The Liberal Split (The Second One) and the 1992 election

So, I'm thinking about doing an alternate history based on a weird game of Prime Minister Forever, where I managed to win 1 seat for the continuity Liberal Party (Michael Meadowcroft's seat).

The big problem is I know literally nothing about Meadowcroft, nor the effect that Meadowcroft and some guy named Dave Nellist (I did a bit of research, and him getting re-elected would probably be a headache for Labour).

I would really appreciate some help working this kind of thing out! Especially if anyone had any interesting sources I could read.

Any ideas and any help would be greatly appreciated, thanks!
 
Well for starters the Continuity Liberals didn't split. They see themselves as the original Liberal Party. As far as they are concerned, it's the Lib Dems who are the splitters.
 
So, I'm thinking about doing an alternate history based on a weird game of Prime Minister Forever, where I managed to win 1 seat for the continuity Liberal Party (Michael Meadowcroft's seat).

The big problem is I know literally nothing about Meadowcroft, nor the effect that Meadowcroft and some guy named Dave Nellist (I did a bit of research, and him getting re-elected would probably be a headache for Labour).

I would really appreciate some help working this kind of thing out! Especially if anyone had any interesting sources I could read.

Any ideas and any help would be greatly appreciated, thanks!
First of all, Nellist - he was a member of the Trotskyist Militant Tendency, which had been causing trouble for about a decade in internal Labour politics. Kinnock was all about getting rid of them, which is why he ejected Nellist from the Party. If Nellist won in 1992, then I don't expect a lot of difference from OTL - he could have acted as a thorn in the side of New Labour, but ultimately I think he was just too well-meaning to mount a concerted attack in the media or in Parliament (there were plenty of MPs in Labour to do that, frankly), and he still thought he would be accepted back into the Party at this point. He almost certainly loses in 1997 against the Blairite tide.

Councillor Meadowcroft was a bit of a character, and not in a good way. His article here should give you a good idea of his personality and the nature of his grievances with the Liberal Democrats. The Continuity Liberals have remained in existence to this day, and have a few seats in local government. If Meadowcroft does get in (or if Steve Radford got in for Liverpool West Derby later on) then he's unlikely to win a second time - unless he rejoins the Lib Dems, as he did IOTL.

I don't know whether you're sticking ruthlessly to the PM4E game, but two Continuity SDP MPs also came close to re-election in 1992 in the Greenwich and Woolwich constituencies, with Lib Dem assistance.
 
I was actually thinking about making it the most chaotic result possible. The actual PM4E result had Major with a 2 seat majority, the Lib Dems on 20 seats, with David Nellist returned and Michael Meadowcroft elected. I actually almost won a second seat in scotland, but that was a near miss.

I wasn't really planning on rigorously sticking to the PM4E game, just with the Liberal party gaining a seat and Nellist being returned.

Any idea for where to go from here/where to start?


WHAT IS REQUIRED: Once you find a line containing the word "worth" in the entries below, copy it.

RECORDS TO PROCESS:
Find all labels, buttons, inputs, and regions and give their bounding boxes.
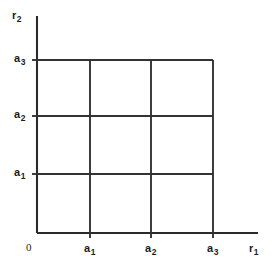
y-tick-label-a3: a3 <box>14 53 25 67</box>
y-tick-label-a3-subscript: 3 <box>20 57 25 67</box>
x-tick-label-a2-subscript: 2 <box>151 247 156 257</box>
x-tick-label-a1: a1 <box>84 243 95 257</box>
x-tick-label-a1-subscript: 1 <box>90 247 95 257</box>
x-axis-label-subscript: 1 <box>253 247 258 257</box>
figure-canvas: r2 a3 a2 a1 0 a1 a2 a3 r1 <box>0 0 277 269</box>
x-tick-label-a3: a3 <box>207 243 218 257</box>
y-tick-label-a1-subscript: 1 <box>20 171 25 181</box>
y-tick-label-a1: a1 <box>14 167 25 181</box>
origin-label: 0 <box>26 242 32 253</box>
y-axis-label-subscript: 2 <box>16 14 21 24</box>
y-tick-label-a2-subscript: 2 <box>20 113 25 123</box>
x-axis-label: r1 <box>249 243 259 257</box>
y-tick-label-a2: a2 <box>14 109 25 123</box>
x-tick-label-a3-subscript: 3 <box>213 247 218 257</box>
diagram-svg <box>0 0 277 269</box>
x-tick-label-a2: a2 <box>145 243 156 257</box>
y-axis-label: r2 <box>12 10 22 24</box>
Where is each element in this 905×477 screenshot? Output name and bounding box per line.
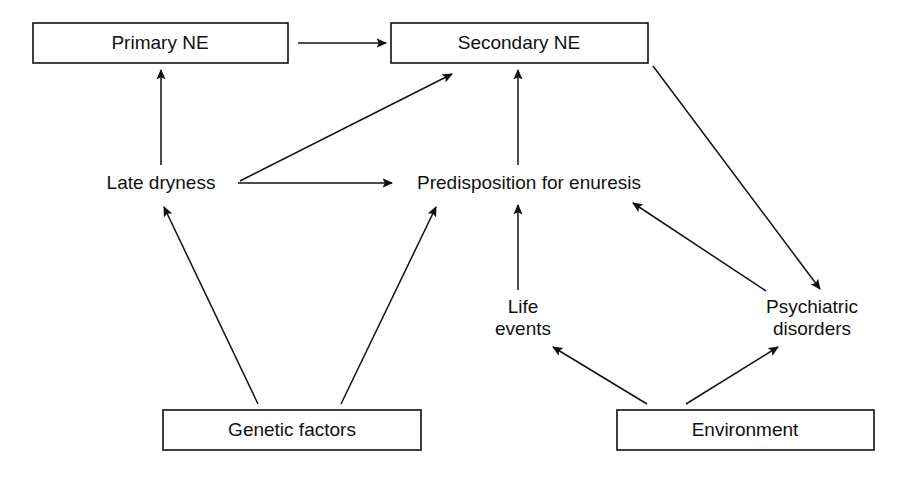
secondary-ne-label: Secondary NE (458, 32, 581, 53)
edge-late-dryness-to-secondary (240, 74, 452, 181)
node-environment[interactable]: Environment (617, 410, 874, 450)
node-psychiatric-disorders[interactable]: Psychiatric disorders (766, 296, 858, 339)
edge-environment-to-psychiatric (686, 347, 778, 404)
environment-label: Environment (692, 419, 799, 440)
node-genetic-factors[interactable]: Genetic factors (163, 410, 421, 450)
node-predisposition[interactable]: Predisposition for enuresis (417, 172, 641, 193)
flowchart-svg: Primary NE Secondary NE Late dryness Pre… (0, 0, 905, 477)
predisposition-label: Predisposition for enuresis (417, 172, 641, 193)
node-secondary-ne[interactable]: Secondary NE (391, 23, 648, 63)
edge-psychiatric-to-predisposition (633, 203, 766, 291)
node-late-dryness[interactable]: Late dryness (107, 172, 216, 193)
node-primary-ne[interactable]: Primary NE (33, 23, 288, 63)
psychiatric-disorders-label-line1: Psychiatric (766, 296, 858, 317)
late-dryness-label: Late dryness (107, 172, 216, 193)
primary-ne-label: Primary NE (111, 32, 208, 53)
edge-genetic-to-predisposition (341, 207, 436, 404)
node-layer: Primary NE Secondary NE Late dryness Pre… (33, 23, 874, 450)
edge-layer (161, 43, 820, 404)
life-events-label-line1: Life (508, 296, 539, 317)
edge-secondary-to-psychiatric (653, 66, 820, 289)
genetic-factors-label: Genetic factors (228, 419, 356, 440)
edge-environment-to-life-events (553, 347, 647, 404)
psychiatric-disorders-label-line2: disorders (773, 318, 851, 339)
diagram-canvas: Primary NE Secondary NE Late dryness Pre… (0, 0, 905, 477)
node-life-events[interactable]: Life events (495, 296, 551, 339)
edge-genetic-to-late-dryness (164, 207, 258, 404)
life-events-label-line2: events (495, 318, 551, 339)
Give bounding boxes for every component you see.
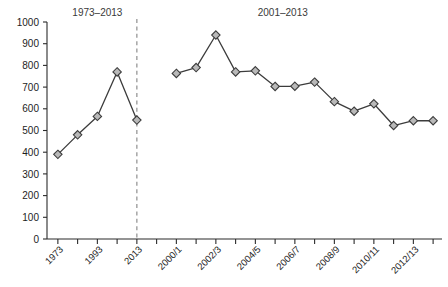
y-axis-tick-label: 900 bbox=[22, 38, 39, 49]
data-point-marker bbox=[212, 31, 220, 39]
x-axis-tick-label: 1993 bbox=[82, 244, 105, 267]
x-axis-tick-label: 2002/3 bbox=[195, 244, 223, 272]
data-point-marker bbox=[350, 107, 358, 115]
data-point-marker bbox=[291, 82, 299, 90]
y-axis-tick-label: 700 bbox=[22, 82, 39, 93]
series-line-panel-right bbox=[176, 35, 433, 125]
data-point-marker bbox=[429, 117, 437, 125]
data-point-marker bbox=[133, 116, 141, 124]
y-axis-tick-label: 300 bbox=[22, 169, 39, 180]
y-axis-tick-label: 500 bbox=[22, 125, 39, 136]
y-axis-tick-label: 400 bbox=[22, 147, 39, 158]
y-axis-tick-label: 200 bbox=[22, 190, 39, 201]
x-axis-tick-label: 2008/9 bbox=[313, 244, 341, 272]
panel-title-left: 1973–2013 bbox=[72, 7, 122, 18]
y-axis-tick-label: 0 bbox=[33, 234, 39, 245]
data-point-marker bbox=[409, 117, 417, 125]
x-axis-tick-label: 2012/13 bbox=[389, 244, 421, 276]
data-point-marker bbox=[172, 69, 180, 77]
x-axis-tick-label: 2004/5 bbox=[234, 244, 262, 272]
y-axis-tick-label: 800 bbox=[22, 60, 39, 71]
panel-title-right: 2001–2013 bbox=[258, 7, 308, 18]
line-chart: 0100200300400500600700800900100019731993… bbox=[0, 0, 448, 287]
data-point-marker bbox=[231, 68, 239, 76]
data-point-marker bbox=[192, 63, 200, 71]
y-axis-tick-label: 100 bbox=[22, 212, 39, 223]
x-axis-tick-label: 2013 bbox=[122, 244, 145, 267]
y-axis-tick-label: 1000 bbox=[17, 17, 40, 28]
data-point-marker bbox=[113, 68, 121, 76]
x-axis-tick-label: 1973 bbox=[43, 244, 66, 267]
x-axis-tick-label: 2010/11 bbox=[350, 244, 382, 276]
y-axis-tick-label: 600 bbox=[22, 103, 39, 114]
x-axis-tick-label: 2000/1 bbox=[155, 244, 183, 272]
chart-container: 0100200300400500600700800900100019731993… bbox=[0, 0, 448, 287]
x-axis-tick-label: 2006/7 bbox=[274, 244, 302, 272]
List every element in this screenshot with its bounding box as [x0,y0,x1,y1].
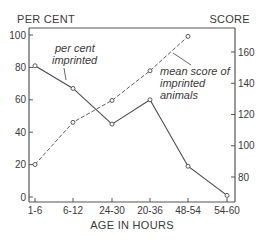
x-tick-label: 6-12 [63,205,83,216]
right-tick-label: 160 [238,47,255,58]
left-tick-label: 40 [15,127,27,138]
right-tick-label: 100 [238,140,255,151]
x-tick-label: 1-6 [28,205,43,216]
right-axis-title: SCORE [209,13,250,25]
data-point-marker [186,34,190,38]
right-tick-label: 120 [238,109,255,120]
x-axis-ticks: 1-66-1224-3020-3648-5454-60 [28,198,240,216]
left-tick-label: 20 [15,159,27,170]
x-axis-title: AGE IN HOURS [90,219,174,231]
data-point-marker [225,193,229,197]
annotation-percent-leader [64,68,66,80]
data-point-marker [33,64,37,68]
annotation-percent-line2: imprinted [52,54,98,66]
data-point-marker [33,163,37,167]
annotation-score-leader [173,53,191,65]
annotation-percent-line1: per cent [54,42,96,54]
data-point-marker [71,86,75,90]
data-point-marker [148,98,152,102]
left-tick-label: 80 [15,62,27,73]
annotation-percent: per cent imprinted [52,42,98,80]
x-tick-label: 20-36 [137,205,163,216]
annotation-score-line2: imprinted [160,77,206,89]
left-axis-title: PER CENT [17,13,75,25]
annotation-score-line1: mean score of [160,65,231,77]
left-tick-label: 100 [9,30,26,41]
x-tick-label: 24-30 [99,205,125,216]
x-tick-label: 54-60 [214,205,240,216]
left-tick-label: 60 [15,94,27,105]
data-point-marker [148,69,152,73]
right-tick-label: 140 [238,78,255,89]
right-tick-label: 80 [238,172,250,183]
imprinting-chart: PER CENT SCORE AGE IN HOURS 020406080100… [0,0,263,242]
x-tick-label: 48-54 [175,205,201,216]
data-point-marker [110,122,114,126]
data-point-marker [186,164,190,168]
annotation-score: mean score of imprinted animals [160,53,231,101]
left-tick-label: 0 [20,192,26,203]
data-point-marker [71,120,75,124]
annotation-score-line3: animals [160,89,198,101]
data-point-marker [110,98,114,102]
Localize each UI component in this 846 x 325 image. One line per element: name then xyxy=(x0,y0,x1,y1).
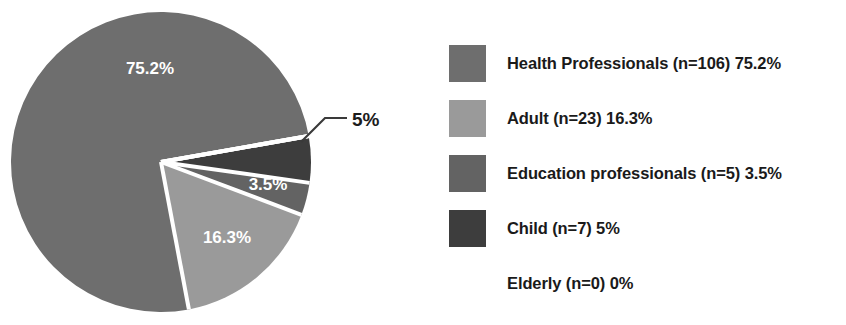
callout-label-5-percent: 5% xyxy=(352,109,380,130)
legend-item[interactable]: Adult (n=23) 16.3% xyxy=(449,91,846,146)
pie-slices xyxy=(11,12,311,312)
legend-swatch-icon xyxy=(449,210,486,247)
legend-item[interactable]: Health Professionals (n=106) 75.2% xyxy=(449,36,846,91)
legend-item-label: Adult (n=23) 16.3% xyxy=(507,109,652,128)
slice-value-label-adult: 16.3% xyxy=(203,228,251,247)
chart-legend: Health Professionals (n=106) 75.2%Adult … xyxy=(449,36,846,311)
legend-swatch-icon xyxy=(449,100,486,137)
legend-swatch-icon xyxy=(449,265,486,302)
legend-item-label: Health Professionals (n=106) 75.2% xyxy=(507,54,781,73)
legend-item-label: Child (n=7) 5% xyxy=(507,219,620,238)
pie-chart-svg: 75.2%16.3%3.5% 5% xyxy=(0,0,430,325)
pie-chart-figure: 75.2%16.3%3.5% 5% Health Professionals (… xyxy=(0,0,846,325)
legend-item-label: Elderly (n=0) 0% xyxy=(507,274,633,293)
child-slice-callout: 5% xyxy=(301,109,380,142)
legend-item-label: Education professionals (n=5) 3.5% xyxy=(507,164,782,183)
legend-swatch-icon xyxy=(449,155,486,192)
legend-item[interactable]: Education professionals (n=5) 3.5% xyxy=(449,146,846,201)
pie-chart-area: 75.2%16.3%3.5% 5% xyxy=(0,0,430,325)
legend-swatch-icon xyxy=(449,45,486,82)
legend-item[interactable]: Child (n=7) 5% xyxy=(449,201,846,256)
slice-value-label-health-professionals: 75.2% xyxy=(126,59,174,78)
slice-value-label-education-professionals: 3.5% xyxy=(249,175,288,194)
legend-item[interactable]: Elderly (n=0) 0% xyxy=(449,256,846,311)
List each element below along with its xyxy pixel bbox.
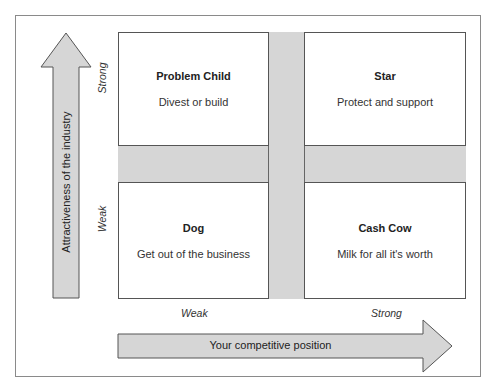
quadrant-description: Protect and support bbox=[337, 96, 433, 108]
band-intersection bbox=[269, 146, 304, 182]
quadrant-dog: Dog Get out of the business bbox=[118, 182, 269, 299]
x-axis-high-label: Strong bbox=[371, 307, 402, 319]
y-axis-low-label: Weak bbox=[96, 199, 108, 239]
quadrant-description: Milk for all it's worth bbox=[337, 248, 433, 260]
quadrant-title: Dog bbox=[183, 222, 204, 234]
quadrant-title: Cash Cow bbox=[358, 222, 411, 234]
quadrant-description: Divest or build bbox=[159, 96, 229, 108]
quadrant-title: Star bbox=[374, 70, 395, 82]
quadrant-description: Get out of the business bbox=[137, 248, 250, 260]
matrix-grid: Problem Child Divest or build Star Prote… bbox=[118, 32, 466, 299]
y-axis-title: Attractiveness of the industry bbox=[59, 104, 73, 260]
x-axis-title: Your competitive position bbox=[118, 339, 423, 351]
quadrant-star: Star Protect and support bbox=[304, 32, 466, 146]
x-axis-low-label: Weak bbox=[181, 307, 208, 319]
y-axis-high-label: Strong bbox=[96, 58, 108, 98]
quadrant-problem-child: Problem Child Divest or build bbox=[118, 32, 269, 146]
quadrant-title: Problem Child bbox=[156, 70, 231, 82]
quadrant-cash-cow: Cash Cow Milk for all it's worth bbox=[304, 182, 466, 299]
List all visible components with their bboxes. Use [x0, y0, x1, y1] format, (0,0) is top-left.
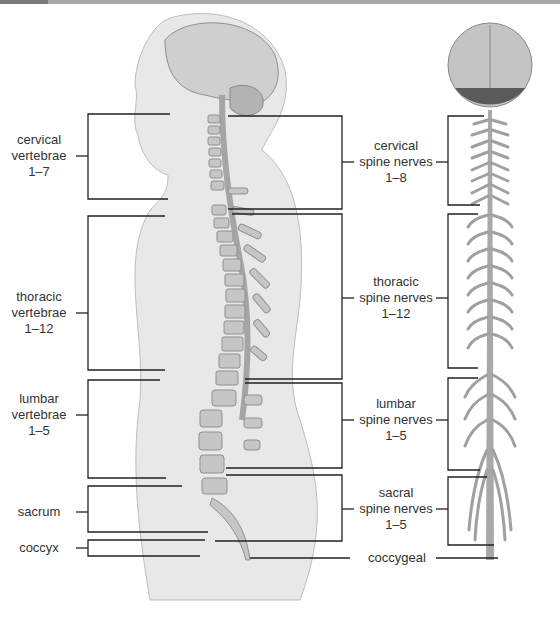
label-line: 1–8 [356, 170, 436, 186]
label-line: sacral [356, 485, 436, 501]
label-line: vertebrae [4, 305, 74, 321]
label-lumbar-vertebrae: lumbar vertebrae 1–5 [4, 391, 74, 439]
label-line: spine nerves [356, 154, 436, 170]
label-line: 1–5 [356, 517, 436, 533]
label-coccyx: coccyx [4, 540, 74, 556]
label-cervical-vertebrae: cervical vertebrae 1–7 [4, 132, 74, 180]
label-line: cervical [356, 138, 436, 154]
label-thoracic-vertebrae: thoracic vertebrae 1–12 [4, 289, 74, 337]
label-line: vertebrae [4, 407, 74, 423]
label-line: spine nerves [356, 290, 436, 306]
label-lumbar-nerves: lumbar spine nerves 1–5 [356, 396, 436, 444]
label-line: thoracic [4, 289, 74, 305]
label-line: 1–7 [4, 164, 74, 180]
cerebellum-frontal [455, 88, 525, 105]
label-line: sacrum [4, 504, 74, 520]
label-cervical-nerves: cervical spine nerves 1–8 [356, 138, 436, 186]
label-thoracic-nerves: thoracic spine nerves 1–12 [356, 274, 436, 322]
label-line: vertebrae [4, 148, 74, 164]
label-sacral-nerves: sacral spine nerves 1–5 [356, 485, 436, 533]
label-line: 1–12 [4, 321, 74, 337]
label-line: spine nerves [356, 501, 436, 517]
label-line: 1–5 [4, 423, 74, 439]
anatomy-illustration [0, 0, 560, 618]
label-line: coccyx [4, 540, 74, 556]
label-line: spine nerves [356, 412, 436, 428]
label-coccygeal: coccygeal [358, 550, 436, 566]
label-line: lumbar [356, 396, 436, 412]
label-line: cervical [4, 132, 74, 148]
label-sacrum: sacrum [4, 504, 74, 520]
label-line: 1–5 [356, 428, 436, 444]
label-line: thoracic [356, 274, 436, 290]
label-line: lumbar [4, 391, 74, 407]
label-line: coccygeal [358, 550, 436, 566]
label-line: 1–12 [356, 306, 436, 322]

RESULT:
quadrant-description: Milk for all it's worth bbox=[337, 248, 433, 260]
quadrant-cash-cow: Cash Cow Milk for all it's worth bbox=[304, 182, 466, 299]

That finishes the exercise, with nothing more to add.